I began demorphing instantly, even as I continued to motor out against the waves. Demorphing would save my life. The bullets should drop harmlessly away, but even if they didn't, all the damage they'd done would be repaired.
I was giddy. I was going to survive! I was laughing, laughing at the sheer, insane rush of it all. No weariness now, just mad, frantic glee at having escaped alive.
<How will they ever, ever explain that?> Tobias wondered.
<I don't know,> I said, <but that's one summit meeting no one will forget.>
I was demorphing to human as fast as I could. As dangerous as it was, the weather probably saved us at this point. The Coast Guard boat had come in closer, but there was no way it could get right in to shore, not with those waves.
I demorphed to human and could feel the injuries fading away, the bullet lead dropping harmlessly to the bottom of the sea.
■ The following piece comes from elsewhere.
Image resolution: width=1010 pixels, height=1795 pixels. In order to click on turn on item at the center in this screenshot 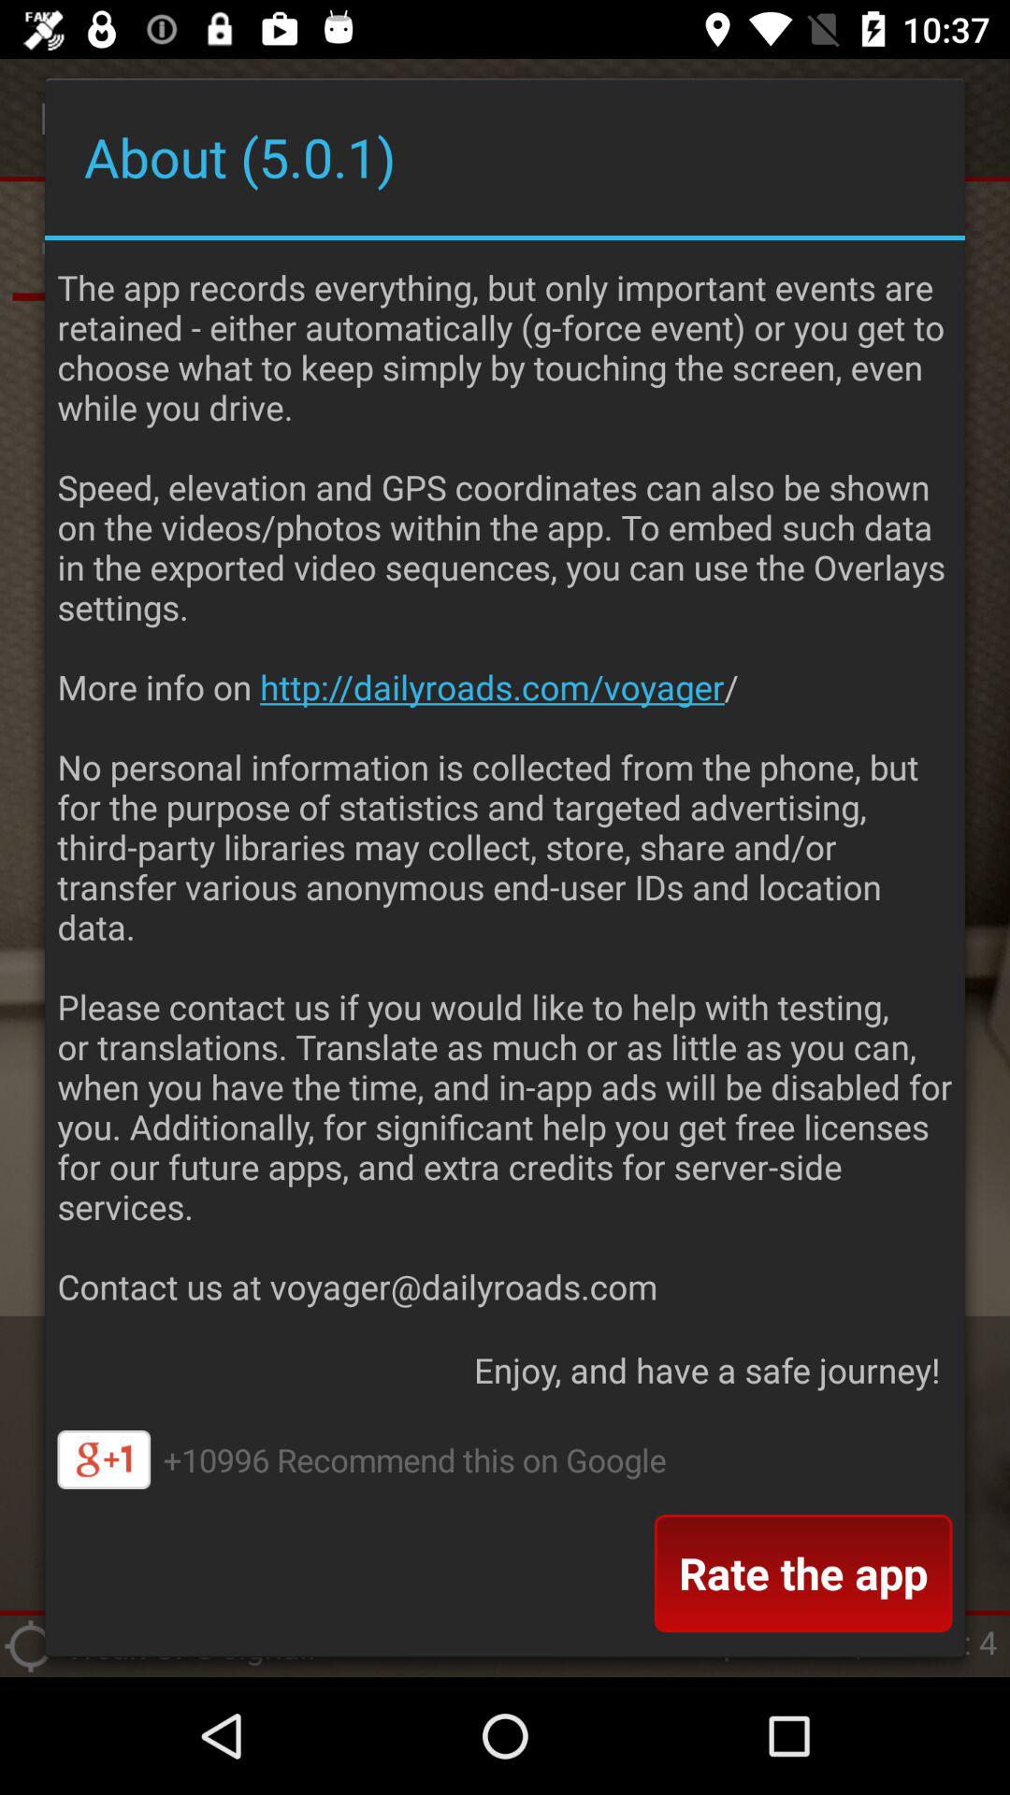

Once again, I was half-drowned by the time I'd made it safely back to dolphin morph. But I almost didn't care. The after-action depression was starting to set in. The special brand of weariness that comes when all the adrenaline has begun to wear off.
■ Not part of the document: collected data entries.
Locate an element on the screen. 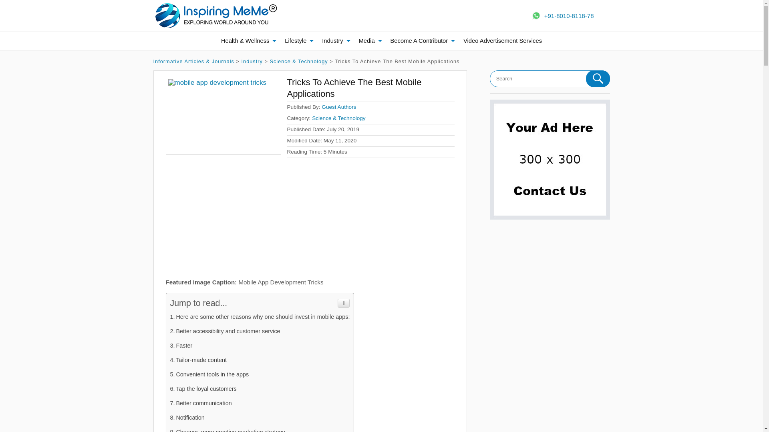 The height and width of the screenshot is (432, 769). Tricks To Achieve The Best Mobile Applications is located at coordinates (223, 116).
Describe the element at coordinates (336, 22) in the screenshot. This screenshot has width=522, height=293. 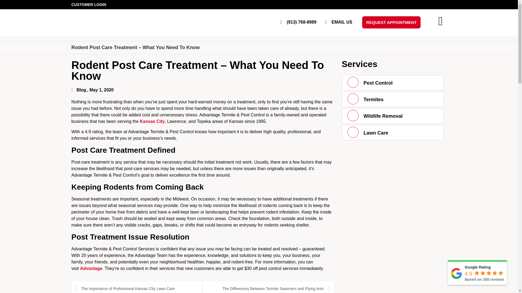
I see `EMAIL US` at that location.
The dolphin mind rescued me. It was as irresistibly happy as always. The DNA of its instincts was reconstituted, fresh with the morphing.
I kicked my gray tail and felt my rubber skin slide easily, confidently through the water. I dove beneath the huffing, chugging Coast Guard cutter and headed out to sea.
And that's when it happened. I fired an echolocation burst, a series of fast, ultrahigh frequency sound waves. The sound waves traveled through the water and bounced back from anything they hit. It was like sonar. Underwater radar.
Then I saw in my mind the outline, the shape. The shape that was imprinted in the deepest DNA archives of the dolphin brain.
It was long. Maybe twenty feet. It was vast, perhaps ten thousand pounds. From its back a long, almost straight dorsal fin rose. The echolocation did not show color. But I knew that when it got closer I would see a black-and-white pattern.
<Killer whale!> I yelled.
It was coming toward us. Its speed was incredible! Something that big shouldn't be able to move so fast.
It was coming for us, and we were helpless. It was faster, more powerful, far, far more deadly.
We were more agile, but I knew one thing for sure: It was killer whales who ate dolphins, not the other way around.
<I have it on echolocation,> Cassie agreed tensely.
<What is this creature?> Ax asked.
<It's actually a species of dolphin,> Cassie said. <A close relative of this species we've morphed.>
<Yeah, close relative,> I muttered. <Like Chihuahuas and Dobermans are close relatives.>
<There's just one,> Cassie said. <Strange.>
<Why? What's strange?> Tobias asked.
<Just that orcas usually hunt as a pack,> Cassie said.
<Yeah, well this one is hunting us all by himself,> Tobias said. <Big as he is, he won't need any help!> <What do we do?> Marco asked.
<He's just a killer whale,> Jake said. <We have human intelligence as well. We can't outfight or outrun him. We'll have to outthink him.>
<Head for the Coast Guard boat!> Tobias suggested. <We'll get beneath it and stay with it. The sound of the screws will keep him away.>
<Good idea,> Jake said. We turned sharply and raced for the boat. It wasn't going to be easy. We needed to get beneath a boat that wasn't all that big while it was rising and falling on the waves.
Besides, we were air breathers. We had to surface to get air, and couldn't hide there forever.
But it seemed to make sense. And would probably have worked. Except for one terrible fact.
<Ha-ha-ha, you think the propeller sounds will scare me off?> the killer whale said. <Nice try.>
This is maybe a few too coincidences too many. David could reasonably assume they're going to try and finish the mission, but he'd also have to know they're coming by water in a dolphin morph (cause if they were all sharks he'd be boned), acquire a killer whale, and also figure out their exact approach vector. The ocean's a big place.